Daily Archives: August 8, 2012

Not  Leaving Well Enough Alone

How Photoshop and layers is making me a better artist.

I have been drawing since I was old enough to hold a pencil. Painting not nearly so long since supplies for it are far more costly. Still you can count my painting time, off and on, in decades. And yet, what  I have learned about  drawing and painting in the last  eighteen months  with Photoshop has increased my skills exponentially.  And I know why.

It’s the forgivabilty factor. Many an artist knows what is meant by the phrase “a forgiving medium” .  Well that is what digital art software with layers is. Forgiving.  I have known for a long time that my biggest problem with painting was that I painted too cautiously. Never mind drawing for now. That is another discussion for another time.  But painting?
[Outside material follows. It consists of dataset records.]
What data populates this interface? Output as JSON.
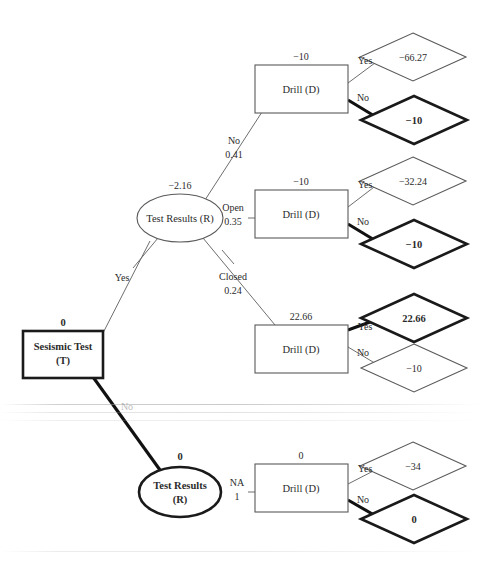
{
  "diagram": {
    "type": "decision-tree",
    "nodes": {
      "root_decision": {
        "label_line1": "Sesismic Test",
        "label_line2": "(T)",
        "value": "0",
        "shape": "rectangle",
        "emphasis": "bold"
      },
      "chance_upper": {
        "label_line1": "Test Results (R)",
        "label_line2": "",
        "value": "−2.16",
        "shape": "ellipse",
        "emphasis": "thin"
      },
      "chance_lower": {
        "label_line1": "Test Results",
        "label_line2": "(R)",
        "value": "0",
        "shape": "ellipse",
        "emphasis": "bold"
      },
      "drill_no": {
        "label_line1": "Drill (D)",
        "value": "−10",
        "shape": "rectangle",
        "emphasis": "thin"
      },
      "drill_open": {
        "label_line1": "Drill (D)",
        "value": "−10",
        "shape": "rectangle",
        "emphasis": "thin"
      },
      "drill_closed": {
        "label_line1": "Drill (D)",
        "value": "22.66",
        "shape": "rectangle",
        "emphasis": "thin"
      },
      "drill_notest": {
        "label_line1": "Drill (D)",
        "value": "0",
        "shape": "rectangle",
        "emphasis": "thin"
      }
    },
    "terminals": {
      "t_no_yes": {
        "value": "−66.27",
        "emphasis": "thin"
      },
      "t_no_no": {
        "value": "−10",
        "emphasis": "bold"
      },
      "t_open_yes": {
        "value": "−32.24",
        "emphasis": "thin"
      },
      "t_open_no": {
        "value": "−10",
        "emphasis": "bold"
      },
      "t_closed_yes": {
        "value": "22.66",
        "emphasis": "bold"
      },
      "t_closed_no": {
        "value": "−10",
        "emphasis": "thin"
      },
      "t_notest_yes": {
        "value": "−34",
        "emphasis": "thin"
      },
      "t_notest_no": {
        "value": "0",
        "emphasis": "bold"
      }
    },
    "edges": {
      "root_yes": {
        "label": "Yes",
        "prob": "",
        "emphasis": "thin"
      },
      "root_no": {
        "label": "No",
        "prob": "",
        "emphasis": "bold"
      },
      "r_no": {
        "label": "No",
        "prob": "0.41",
        "emphasis": "thin"
      },
      "r_open": {
        "label": "Open",
        "prob": "0.35",
        "emphasis": "thin"
      },
      "r_closed": {
        "label": "Closed",
        "prob": "0.24",
        "emphasis": "thin"
      },
      "r_na": {
        "label": "NA",
        "prob": "1",
        "emphasis": "thin"
      },
      "d_no_yes": {
        "label": "Yes",
        "emphasis": "thin"
      },
      "d_no_no": {
        "label": "No",
        "emphasis": "bold"
      },
      "d_open_yes": {
        "label": "Yes",
        "emphasis": "thin"
      },
      "d_open_no": {
        "label": "No",
        "emphasis": "bold"
      },
      "d_closed_yes": {
        "label": "Yes",
        "emphasis": "bold"
      },
      "d_closed_no": {
        "label": "No",
        "emphasis": "thin"
      },
      "d_notest_yes": {
        "label": "Yes",
        "emphasis": "thin"
      },
      "d_notest_no": {
        "label": "No",
        "emphasis": "bold"
      }
    },
    "colors": {
      "background": "#ffffff",
      "thin_stroke": "#595959",
      "bold_stroke": "#111111",
      "text": "#2b2b2b"
    }
  }
}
First of all, I have always painted in layers. In acrylics the layers  of values, masses and glazes could be countless. In oils less so due to the drying time.  Imagine if you will, putting thirty hours or more into a large work only to realize something early on has gone awry. Imagine that as the work nears it’s end, each brush stroke becomes more and more of a risk that you will make a mistake that might ruin your painting. Or you might paint yourself into a corner that you don’t know how to get out of, find mistakes that it is too late to correct and suddenly the piece has become a frustration to you. Eventually you decide it’s time to leave well enough alone. After all you’ve always heard how it’s not good to overwork a painting.

Enter Photoshop (or whatever your favorite painting software is at the moment.) If you learn how to use layers right, it is practically non destructive. Any thing that you try, any change that you make, can be undone at any stage of your process. It can be redone too as long as you didn’t delete your layer.  If you haven’t mastered layers yet. I urge you to do so. Learn how to use them, group them, move them, link them, mask them and every other thing that can be done with them and I promise you, you will not regret the time you put into it.

Now that I can paint without fear of losing the groundwork that I lay down in a specific piece, I find myself more daring and better able to find what’s wrong and fix it. You learn from “fixing” mistakes, not making them.

Granted, until now I have mostly been digitally painting the illustrations. But I noticed the difference in my drawing skills in the past few months (all on the Wacom Intuous 4 tablet.) I felt my understanding grow  in the various disciplines for creating an image and found my inner painter, begging to try something more complex. Here is the results. No Photoshop tricks, no grids, no tracing. Just a reference photo to look at, the painting tools and layers.

 I am no master portraitist, but this is the best portrait that I have yet to paint.
I WILL get back to painting with actual paint eventually. It will be at least after the first Chase and Pip book is out, more likely after the second one is complete.  But I am confident that when I do get back to traditional painting, I will have learned some valuable skills to count on. I look forward to seeing the results.

Digital Portrait, Ashley Buffinet Hester, my youngest daughter.